Towers in the park

The Penn South cooperative (1962) in Manhattan.
Cabrini-Green (1957 now demolished) in Chicago at ground level
St. James Town in Toronto (1964-71)
Debney Meadows (Flemington Estate) (1962–1965) in Melbourne.
Waterloo Estate (1968) in Sydney.
Brownlee Towers (1969 now demolished) in Perth.

Towers in the park is a morphology of modernist[1] high rise apartment buildings characterized by a high-rise building (a "slab") surrounded by a swath of landscaped land. Thus, the tower does not directly front the street.

It is based on an ideology popularised by Le Corbusier with the Plan Voisin, an expansion of the Garden city movement aimed at reducing the problem of urban congestion. It was introduced in several large cities across the world, notably in North America,[1] Europe[2] and Australia[3] as a solution for housing, especially for public housing, reaching a peak of popularity in the 1960s with the introduction of prefabrication technology. The towers themselves are typically simple, brick or concrete-clad high-rise buildings with little ornamentation. The footprint was designed with simple geometry to minimise construction costs whilst maximising light, air, and views of the surrounding open space for occupants, sometimes including balconies for the apartments.
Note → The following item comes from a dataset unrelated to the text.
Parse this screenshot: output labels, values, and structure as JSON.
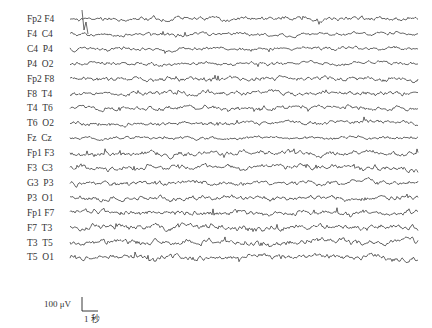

It is now generally seen as a failure in urban planning for the many problems it introduced in urban sociology including isolation and segregation from the wider community, a lack of privacy, as well as inefficiency in land-use planning. While it is increasingly popular in Asia, it has declined in the Western world. Many existing complexes, especially those government owned, are planned for demolition and redevelopment. Redevelopment of the complexes typically favour the antithesis of towers in the park ideology, mixed-use development, which is said to have more positive social outcomes including making people feel safer and more integrated with their community.[4]
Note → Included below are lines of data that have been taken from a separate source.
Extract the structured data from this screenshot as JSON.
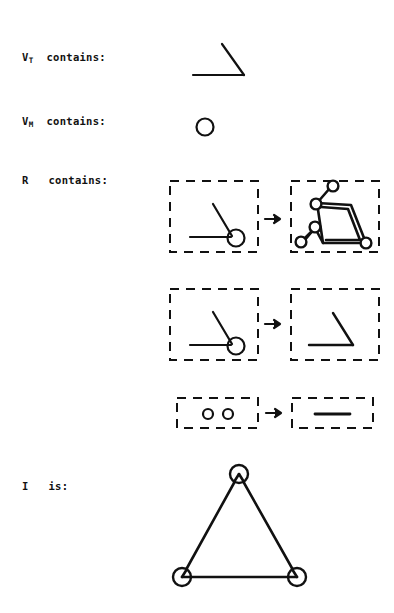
{
  "figure": {
    "title_present": false,
    "background_color": "#ffffff",
    "ink_color": "#111111",
    "width": 394,
    "height": 613,
    "labels": {
      "vt": {
        "symbol": "V",
        "subscript": "T",
        "text": "contains:",
        "full": "V_T contains:"
      },
      "vm": {
        "symbol": "V",
        "subscript": "M",
        "text": "contains:",
        "full": "V_M contains:"
      },
      "r": {
        "symbol": "R",
        "subscript": "",
        "text": "contains:",
        "full": "R contains:"
      },
      "i": {
        "symbol": "I",
        "subscript": "",
        "text": "is:",
        "full": "I is:"
      }
    },
    "operators": {
      "arrow": "right-arrow",
      "arrow_glyph": "→"
    },
    "vt_shapes": [
      {
        "name": "open-angle",
        "description": "bent line: horizontal segment meeting a diagonal segment at a right-hand vertex"
      }
    ],
    "vm_shapes": [
      {
        "name": "circle-node",
        "description": "small open circle"
      }
    ],
    "rules": [
      {
        "index": 1,
        "lhs": {
          "name": "angle-with-node",
          "description": "open angle with a circle node at the vertex",
          "boxed": true
        },
        "operator": "→",
        "rhs": {
          "name": "triangle-with-antennae",
          "description": "triangle with circle nodes at corners plus two antenna segments ending in circle nodes",
          "boxed": true
        }
      },
      {
        "index": 2,
        "lhs": {
          "name": "angle-with-node",
          "description": "open angle with a circle node at the vertex",
          "boxed": true
        },
        "operator": "→",
        "rhs": {
          "name": "open-angle",
          "description": "plain open angle, node removed",
          "boxed": true
        }
      },
      {
        "index": 3,
        "lhs": {
          "name": "two-nodes",
          "description": "two small circle nodes side by side",
          "boxed": true
        },
        "operator": "→",
        "rhs": {
          "name": "edge-segment",
          "description": "single horizontal line segment",
          "boxed": true
        }
      }
    ],
    "axiom": {
      "name": "triangle-with-three-nodes",
      "description": "equilateral-ish triangle with circle nodes at each of the three vertices"
    }
  }
}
  1. ^ a b How to rejuvenate urban 'towers in the park', Globe and Mail, John Bentley Mays, May 12, 2011
  2. ^ "Your Broadwater Farm | Tottenham Regeneration". tottenham.london. Retrieved 2021-12-28.
  3. ^ Frykholm, H. (2023). ‘A Village Stood on End’: Anthropology and the Interior of the Modernist Tower. Fabrications, 33(2), 359–377.
  4. ^ Trench, Sylvia; Oc, Taner; Tiesdell, Steven (1992). "Safer Cities for Women: Perceived Risks and Planning Measures". The Town Planning Review. 63 (3): 279–296. doi:10.3828/tpr.63.3.r16862416261h337. ISSN 0041-0020. JSTOR 40113842.